Consider following code:

integer(kind=4) :: a ! short integer for my compiler
integer(kind=8) :: b ! long integer for my compiler

a = 23
b = huge(a)

print*,a       ! small value, short integer, we expect spaces
print*,huge(a) ! maximum value, short integer, we expect no spaces
print*,huge(b) ! maximum value, long integer, we expect no spaces
print*,b       ! medium lenght value, long integer, we expect spaces

end

When compiler with gfortran, the output is:

          23
  2147483647
  9223372036854775807
           2147483647

The first line is a small number in 4-byte integer representation. Notice the spaces to fill up to the maximum possible size. Second line is the largest value a 4-byte integer can take. Fits tightly in output, no spaces. Third line is the largest value of an 8-byte integer. Fits tightly. The fourth line is the same value from the 2nd line, but in 8-byte integer representation. Notice the spaces.
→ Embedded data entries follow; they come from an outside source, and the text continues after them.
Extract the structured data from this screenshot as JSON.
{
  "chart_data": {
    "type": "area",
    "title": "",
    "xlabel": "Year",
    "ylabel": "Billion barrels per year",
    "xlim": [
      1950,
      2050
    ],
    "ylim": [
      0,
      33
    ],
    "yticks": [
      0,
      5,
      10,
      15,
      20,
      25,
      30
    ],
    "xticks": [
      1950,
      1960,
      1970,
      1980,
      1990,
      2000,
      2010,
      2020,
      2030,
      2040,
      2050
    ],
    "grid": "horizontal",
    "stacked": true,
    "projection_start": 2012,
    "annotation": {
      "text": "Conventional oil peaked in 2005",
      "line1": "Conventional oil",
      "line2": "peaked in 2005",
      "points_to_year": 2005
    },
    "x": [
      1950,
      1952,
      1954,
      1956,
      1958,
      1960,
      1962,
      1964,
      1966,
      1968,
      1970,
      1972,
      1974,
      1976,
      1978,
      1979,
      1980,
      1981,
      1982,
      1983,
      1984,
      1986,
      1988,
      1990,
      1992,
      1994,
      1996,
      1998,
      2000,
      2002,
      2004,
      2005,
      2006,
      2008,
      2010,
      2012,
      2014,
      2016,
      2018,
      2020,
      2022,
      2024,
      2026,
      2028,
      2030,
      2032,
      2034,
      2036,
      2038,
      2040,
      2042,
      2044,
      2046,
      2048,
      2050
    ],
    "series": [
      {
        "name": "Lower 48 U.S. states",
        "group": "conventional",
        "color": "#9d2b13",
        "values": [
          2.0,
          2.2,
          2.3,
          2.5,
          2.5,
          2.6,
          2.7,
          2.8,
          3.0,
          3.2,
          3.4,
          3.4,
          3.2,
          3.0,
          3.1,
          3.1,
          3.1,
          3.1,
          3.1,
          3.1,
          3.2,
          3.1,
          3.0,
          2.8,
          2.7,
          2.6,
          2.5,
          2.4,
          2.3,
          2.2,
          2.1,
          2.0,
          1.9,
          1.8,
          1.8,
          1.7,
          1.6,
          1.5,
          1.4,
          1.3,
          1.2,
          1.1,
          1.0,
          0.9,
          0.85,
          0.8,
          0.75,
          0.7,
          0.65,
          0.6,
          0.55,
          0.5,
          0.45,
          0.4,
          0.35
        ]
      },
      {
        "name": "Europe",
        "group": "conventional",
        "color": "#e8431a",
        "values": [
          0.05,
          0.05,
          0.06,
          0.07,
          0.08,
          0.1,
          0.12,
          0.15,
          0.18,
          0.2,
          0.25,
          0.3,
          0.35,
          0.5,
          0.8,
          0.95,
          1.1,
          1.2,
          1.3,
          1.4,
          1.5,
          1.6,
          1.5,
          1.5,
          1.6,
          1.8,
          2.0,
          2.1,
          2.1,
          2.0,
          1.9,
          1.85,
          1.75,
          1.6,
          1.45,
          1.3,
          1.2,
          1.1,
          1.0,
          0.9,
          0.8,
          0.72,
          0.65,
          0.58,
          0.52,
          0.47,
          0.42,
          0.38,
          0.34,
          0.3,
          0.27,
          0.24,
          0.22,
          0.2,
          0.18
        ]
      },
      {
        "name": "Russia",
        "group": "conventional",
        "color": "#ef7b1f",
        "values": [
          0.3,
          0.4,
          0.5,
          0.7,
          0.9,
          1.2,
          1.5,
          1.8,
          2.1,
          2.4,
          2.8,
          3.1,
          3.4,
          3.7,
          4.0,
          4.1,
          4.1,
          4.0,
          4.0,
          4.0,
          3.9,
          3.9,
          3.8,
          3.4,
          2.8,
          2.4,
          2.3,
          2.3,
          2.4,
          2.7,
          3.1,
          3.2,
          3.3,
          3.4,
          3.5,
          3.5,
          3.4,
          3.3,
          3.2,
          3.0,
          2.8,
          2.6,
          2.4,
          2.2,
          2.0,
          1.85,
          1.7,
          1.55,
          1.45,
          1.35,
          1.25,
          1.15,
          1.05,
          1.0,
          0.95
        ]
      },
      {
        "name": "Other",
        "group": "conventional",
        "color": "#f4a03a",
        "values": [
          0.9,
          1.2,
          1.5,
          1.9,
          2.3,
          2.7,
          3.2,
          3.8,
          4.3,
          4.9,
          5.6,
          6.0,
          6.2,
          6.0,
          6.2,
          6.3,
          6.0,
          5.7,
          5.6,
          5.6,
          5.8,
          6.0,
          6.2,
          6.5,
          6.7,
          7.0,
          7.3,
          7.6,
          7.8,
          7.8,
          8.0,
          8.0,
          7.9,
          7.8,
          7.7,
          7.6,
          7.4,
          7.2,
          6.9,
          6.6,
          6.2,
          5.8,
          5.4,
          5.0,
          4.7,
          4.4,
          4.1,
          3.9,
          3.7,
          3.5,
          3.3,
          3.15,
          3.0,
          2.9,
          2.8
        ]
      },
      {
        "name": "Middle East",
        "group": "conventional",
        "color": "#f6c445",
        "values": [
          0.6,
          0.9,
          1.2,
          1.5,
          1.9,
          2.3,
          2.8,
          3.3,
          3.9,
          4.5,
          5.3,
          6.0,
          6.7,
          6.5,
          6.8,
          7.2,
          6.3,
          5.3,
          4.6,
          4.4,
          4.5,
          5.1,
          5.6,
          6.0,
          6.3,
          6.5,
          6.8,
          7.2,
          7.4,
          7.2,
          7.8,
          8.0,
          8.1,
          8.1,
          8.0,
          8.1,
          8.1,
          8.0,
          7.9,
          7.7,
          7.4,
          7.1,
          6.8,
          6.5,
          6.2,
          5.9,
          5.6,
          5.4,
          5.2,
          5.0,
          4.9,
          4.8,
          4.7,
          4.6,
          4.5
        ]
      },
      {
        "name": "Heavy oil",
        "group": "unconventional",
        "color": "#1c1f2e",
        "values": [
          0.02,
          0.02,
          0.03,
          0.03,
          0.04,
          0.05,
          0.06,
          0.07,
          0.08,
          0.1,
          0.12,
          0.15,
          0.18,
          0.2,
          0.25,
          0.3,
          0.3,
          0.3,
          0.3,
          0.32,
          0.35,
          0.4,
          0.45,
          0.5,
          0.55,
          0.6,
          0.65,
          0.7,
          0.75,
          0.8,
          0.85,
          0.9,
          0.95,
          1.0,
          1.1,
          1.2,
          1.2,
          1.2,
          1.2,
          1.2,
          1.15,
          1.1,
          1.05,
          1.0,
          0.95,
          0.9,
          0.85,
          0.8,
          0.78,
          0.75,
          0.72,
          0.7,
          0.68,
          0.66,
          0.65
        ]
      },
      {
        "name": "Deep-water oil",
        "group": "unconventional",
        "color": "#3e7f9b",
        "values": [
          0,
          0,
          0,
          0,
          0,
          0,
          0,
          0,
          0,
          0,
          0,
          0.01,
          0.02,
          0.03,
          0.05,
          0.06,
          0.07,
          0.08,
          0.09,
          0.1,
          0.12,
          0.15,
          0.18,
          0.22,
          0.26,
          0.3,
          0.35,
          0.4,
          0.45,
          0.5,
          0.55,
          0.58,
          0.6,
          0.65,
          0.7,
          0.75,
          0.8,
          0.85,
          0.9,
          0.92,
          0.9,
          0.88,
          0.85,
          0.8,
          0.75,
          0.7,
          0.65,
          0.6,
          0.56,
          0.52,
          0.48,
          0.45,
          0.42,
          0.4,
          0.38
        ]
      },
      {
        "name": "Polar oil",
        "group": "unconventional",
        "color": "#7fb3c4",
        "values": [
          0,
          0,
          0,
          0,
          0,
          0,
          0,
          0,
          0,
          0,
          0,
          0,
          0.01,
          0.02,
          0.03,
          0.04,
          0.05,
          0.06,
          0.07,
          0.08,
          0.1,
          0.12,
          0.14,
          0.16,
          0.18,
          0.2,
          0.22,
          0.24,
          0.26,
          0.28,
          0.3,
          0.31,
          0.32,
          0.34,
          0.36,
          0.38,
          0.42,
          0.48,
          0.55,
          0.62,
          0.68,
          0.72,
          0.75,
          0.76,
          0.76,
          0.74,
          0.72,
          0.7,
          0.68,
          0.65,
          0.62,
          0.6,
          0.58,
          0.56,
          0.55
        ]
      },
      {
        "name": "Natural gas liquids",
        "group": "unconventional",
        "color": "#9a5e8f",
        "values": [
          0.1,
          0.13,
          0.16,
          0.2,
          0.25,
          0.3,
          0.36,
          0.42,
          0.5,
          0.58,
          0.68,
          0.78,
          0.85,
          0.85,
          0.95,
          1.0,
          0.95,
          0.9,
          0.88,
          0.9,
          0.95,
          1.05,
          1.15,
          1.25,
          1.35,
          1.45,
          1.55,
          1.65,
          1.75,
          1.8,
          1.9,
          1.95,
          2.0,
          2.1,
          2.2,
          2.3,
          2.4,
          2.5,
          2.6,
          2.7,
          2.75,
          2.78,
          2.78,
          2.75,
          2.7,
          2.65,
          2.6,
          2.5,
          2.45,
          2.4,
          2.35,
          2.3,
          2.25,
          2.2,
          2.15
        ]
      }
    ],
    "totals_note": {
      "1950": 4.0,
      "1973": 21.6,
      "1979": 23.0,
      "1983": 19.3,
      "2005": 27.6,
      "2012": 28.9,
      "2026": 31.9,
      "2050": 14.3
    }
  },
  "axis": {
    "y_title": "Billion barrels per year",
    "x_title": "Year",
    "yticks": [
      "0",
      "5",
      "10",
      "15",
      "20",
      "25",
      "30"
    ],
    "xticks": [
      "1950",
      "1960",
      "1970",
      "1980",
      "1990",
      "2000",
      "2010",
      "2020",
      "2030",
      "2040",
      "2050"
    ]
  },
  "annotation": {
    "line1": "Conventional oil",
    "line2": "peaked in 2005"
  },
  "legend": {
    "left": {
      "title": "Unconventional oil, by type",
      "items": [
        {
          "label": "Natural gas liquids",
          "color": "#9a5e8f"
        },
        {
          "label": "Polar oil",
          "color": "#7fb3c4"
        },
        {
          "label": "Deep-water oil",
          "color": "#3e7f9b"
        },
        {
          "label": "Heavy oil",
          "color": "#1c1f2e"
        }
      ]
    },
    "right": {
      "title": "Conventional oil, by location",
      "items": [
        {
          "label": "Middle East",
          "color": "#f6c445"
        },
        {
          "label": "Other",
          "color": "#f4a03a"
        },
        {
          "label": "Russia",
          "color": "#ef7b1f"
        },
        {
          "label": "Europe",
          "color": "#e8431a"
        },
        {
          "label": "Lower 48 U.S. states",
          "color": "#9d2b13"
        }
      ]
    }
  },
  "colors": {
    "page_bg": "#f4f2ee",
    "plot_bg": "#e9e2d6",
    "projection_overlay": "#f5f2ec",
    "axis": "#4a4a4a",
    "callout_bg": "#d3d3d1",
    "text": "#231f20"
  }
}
This answers why you get spaces in output for default formatting. It does not quite answer your question exactly, which is why there are no spaces in output for a quad-precision integer. I don't know. Neither of my compilers (pgf90 10.6-0, ifort 12.0.2.137, gfortran 4.5.1) support quad-precision integer. Could be a compiler hackery. Someone might have more experience with this part, and hopefully they will chime in.